There are different ways that different American states select their lieutenant governor. Not every state even has a lieutenant governor. Selection processes include gubernatorial candidates picking their own potential lieutenant governor. Another version is where lieutenant gubernatorial candidates run in party primaries. Then they basically wait to see who wins the general election. In some states, the two offices are elected altogether separately.
It's in that last category that friction tends to most likely form between the two officeholders.
Such as the case in Idaho, even though they both come from the same party. The two individuals in question are Governor Brad Little and Lieutenant Governor Janice McGeachin. Whose relationship has been described as 'tense', notes the Idaho Statesman and MSN. And tensions may have just been dramatically escalated.
McGeachin looking to top Little in the Republican primary
Janice McGeachin is challenging Little in the primary for the next gubernatorial election, currently slated for 2022 and marking what could be the culmination of a showdown that had been building for some time.
Brad Little and McGeachin are associated with two different wings of the Republican Party. Little is often thought of as more of a moderate.
Meanwhile, McGeachin is affiliated with the far-right. Including previously appearing clad with a firearm pushing unfounded conspiracy theories about the COVID-19 pandemic. It's that subject that seems to have been the catalyst for the lieutenant governor launching her insurgent campaign.
The open friction has understandably drawn questions.
But Tom Luna, chair of the Idaho Republican Party, has downplayed this. Calling the party's approach a 'big tent' platform and saying Republicans were united against the left. However true Luna's claims might be, Republicans in Idaho seem to be relatively comfortable at present. Whoever the gubernatorial nominee is, Little, McGeachin, or somebody else entirely, is strongly favored to win 2022.
A similar situation apparently emerged in Idaho in 1938. That time, among Democrats and the result, was disastrous for the party. Then-Lieutenant Governor Charles C. Gossett challenged then-Governor Barzilla W. Clark for the Democratic nomination for Governor. Neither would receive it. It instead went to former Governor C. Ben Ross. Who lost the general election to Idaho Republican Party Chair and former state house Speaker C.A. Bottolfsen. The Republicans also took the lieutenant governorship that year when Donald S. Whitehead won it. Gossett would go on to make a career comeback.
Little and McGeachin were both elected in 2018
Brad Little was elected Governor in 2018 by a wide margin. He also spent a decade serving as lieutenant governor.
Then-Governor Butch Otter initially appointed him to the post. It came after Little's predecessor, Jim Risch, was elected to the U.S. Senate. Little won in landslide elections in his own right in 2010 and 2014.
Little had previously also been initially appointed to the Idaho Senate. At that time, it was by Governor, a future U.S. Secretary of Agriculture, Dirk Kempthorne. The appointment was followed by Little winning the seat four times. His father, David, was a member of the Idaho Senate and the Idaho House of Representatives.
McGeachin also easily won her race in 2018. Her first attempt at elected office in 1998 was unsuccessful. In that case, it was for the commissioner of Bonneville County in southeastern Idaho. Afterward, she won five terms in the Idaho House of Representatives.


--- ASSIGNMENT ---
Exactness is required throughout. Return every record once more.

### INPUT DATA ###

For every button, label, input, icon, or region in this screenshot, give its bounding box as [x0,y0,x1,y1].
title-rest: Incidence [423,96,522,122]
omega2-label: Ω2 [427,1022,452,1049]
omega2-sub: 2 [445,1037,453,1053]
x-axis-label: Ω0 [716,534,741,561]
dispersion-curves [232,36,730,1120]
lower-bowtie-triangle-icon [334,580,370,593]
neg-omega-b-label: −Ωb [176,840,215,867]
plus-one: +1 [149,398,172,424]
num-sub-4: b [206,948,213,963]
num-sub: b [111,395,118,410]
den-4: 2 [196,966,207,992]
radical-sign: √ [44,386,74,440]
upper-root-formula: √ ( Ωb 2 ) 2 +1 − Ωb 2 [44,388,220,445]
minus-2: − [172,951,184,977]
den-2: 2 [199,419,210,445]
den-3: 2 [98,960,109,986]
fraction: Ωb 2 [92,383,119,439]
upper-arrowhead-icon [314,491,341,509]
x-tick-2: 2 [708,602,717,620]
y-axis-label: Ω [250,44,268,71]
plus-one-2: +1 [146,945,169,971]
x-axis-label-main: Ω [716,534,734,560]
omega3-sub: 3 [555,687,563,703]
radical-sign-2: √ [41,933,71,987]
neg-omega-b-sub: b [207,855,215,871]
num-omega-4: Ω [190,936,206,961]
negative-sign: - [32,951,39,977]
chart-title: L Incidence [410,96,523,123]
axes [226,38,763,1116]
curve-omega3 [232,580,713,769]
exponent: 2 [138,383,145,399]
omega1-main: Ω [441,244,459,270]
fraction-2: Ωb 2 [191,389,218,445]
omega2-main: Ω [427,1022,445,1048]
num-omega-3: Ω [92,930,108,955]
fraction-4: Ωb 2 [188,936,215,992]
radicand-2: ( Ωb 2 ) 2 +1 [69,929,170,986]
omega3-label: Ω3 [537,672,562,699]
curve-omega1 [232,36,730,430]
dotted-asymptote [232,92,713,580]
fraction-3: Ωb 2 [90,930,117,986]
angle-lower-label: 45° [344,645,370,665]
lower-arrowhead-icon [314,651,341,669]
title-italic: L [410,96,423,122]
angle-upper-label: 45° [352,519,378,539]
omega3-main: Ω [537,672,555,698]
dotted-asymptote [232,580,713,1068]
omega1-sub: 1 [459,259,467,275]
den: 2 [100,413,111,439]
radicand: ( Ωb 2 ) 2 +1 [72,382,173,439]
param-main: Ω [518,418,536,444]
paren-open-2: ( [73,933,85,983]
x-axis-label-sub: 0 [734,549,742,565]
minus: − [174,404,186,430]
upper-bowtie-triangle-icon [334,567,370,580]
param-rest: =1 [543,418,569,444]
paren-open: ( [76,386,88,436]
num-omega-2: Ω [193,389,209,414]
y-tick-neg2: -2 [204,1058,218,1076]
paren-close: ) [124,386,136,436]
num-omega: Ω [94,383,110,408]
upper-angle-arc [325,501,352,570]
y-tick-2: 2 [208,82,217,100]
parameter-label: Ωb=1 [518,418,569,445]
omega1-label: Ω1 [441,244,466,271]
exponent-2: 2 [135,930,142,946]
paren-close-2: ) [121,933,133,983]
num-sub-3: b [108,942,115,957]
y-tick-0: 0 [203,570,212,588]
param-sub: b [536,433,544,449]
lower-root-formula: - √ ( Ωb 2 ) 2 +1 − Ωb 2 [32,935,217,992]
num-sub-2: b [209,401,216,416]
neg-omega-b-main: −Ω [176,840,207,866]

###

--- RESPONSE BELOW ---
For every button, label, input, icon, or region in this screenshot, give its bounding box as [x0,y0,x1,y1].
title-rest: Incidence [423,96,522,122]
omega2-label: Ω2 [427,1022,452,1049]
omega2-sub: 2 [445,1037,453,1053]
x-axis-label: Ω0 [716,534,741,561]
dispersion-curves [232,36,730,1120]
lower-bowtie-triangle-icon [334,580,370,593]
neg-omega-b-label: −Ωb [176,840,215,867]
plus-one: +1 [149,398,172,424]
num-sub-4: b [206,948,213,963]
num-sub: b [111,395,118,410]
den-4: 2 [196,966,207,992]
radical-sign: √ [44,386,74,440]
upper-root-formula: √ ( Ωb 2 ) 2 +1 − Ωb 2 [44,388,220,445]
minus-2: − [172,951,184,977]
den-2: 2 [199,419,210,445]
den-3: 2 [98,960,109,986]
fraction: Ωb 2 [92,383,119,439]
upper-arrowhead-icon [314,491,341,509]
x-tick-2: 2 [708,602,717,620]
y-axis-label: Ω [250,44,268,71]
plus-one-2: +1 [146,945,169,971]
x-axis-label-main: Ω [716,534,734,560]
omega3-sub: 3 [555,687,563,703]
radical-sign-2: √ [41,933,71,987]
neg-omega-b-sub: b [207,855,215,871]
num-omega-4: Ω [190,936,206,961]
negative-sign: - [32,951,39,977]
chart-title: L Incidence [410,96,523,123]
axes [226,38,763,1116]
curve-omega3 [232,580,713,769]
exponent: 2 [138,383,145,399]
omega1-main: Ω [441,244,459,270]
fraction-2: Ωb 2 [191,389,218,445]
omega2-main: Ω [427,1022,445,1048]
num-omega-3: Ω [92,930,108,955]
fraction-4: Ωb 2 [188,936,215,992]
radicand-2: ( Ωb 2 ) 2 +1 [69,929,170,986]
omega3-label: Ω3 [537,672,562,699]
curve-omega1 [232,36,730,430]
dotted-asymptote [232,92,713,580]
fraction-3: Ωb 2 [90,930,117,986]
angle-lower-label: 45° [344,645,370,665]
lower-arrowhead-icon [314,651,341,669]
title-italic: L [410,96,423,122]
angle-upper-label: 45° [352,519,378,539]
omega3-main: Ω [537,672,555,698]
dotted-asymptote [232,580,713,1068]
omega1-sub: 1 [459,259,467,275]
den: 2 [100,413,111,439]
radicand: ( Ωb 2 ) 2 +1 [72,382,173,439]
param-main: Ω [518,418,536,444]
paren-open-2: ( [73,933,85,983]
x-axis-label-sub: 0 [734,549,742,565]
minus: − [174,404,186,430]
upper-bowtie-triangle-icon [334,567,370,580]
param-rest: =1 [543,418,569,444]
paren-open: ( [76,386,88,436]
num-omega-2: Ω [193,389,209,414]
y-tick-neg2: -2 [204,1058,218,1076]
paren-close: ) [124,386,136,436]
num-omega: Ω [94,383,110,408]
upper-angle-arc [325,501,352,570]
y-tick-2: 2 [208,82,217,100]
parameter-label: Ωb=1 [518,418,569,445]
omega1-label: Ω1 [441,244,466,271]
exponent-2: 2 [135,930,142,946]
paren-close-2: ) [121,933,133,983]
num-sub-3: b [108,942,115,957]
y-tick-0: 0 [203,570,212,588]
param-sub: b [536,433,544,449]
lower-root-formula: - √ ( Ωb 2 ) 2 +1 − Ωb 2 [32,935,217,992]
num-sub-2: b [209,401,216,416]
neg-omega-b-main: −Ω [176,840,207,866]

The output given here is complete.